At one point I got weekly project updates from a team I was working with, and one guy wrote dense, short, emails where I would have to read every sentence carefully to get a hang on what was going on. Another guy would write longer, fluffier emails but with bullet points and paragraphs in the same order:

> Hi everyone!

> {fluff}

> {general status}

>

> - Bullet points of things done that week

> {comment about things done}

>

> - Bullet points of things to do next week

> {comment about potential problems etc}

>

> {fluff}

> {annoyingly long footer}

Just by parsing the number of bulletpoints, and the length of each bullet point (and the first word) I would get a surprisingly good grasp on how things were going, and what was hard/complicated (longer bullet point -> more complex), and very easy to read about exactly I wanted to know.

4 comments

This is how the so called sutras are written: a page of text gets compressed into one short sentence, so you have to stop after each of them and spend an hour unpacking its meaning, but the entire book is often just 200 sentences.
Sutras like Panini's Grammer written 5th century BC are great product of formal knowledge from India. However, writing emails is not the same thing:

- Sutras solved the problem to retaining large chunks of knowledge.

- Sutras had formal rules to keep the meaning unambiguous.

- Sutras were written by the sages who had lot of knowledge and control over language.

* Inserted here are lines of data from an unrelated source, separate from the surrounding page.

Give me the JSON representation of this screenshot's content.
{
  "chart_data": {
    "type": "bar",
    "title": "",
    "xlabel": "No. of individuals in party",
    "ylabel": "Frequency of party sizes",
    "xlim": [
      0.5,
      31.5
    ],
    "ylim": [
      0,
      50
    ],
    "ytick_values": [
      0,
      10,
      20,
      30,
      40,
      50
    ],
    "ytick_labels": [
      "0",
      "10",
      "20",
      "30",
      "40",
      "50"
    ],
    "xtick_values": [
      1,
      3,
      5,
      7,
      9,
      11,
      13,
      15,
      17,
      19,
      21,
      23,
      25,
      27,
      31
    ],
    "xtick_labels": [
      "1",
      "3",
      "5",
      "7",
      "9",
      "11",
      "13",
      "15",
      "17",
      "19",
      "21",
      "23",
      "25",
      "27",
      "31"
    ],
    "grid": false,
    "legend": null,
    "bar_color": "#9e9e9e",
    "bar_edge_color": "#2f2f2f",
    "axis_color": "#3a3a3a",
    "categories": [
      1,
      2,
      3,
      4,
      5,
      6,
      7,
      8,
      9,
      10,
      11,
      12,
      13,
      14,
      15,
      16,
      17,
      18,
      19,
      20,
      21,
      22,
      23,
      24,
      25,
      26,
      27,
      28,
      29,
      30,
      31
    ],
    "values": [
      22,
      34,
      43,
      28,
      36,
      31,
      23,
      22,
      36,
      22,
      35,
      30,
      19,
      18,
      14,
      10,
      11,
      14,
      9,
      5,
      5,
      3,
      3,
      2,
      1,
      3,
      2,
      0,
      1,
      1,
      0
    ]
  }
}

-Sutras were written in Sanskrit. A highly malleable (due to SANDHI and SAMAS) yet a precise language.

- English is not the right language to write tersely.

.zip format in history.
You have to adapt while writing: If I want a "more important" sentence to be read, I put on it's own paragraph.
I'm the same and agree with you, but at the same time I've encountered issues with staff who disagree and who feel slighted or depersonalized by less "fluffy" prose. I think you really have to know your audience and Postel's Law applies to an extent.
This short email style is done to encourage conversations with users to find better market fit.

With colleagues I guess a style that helps to cut down on questions like the one you described is inferior.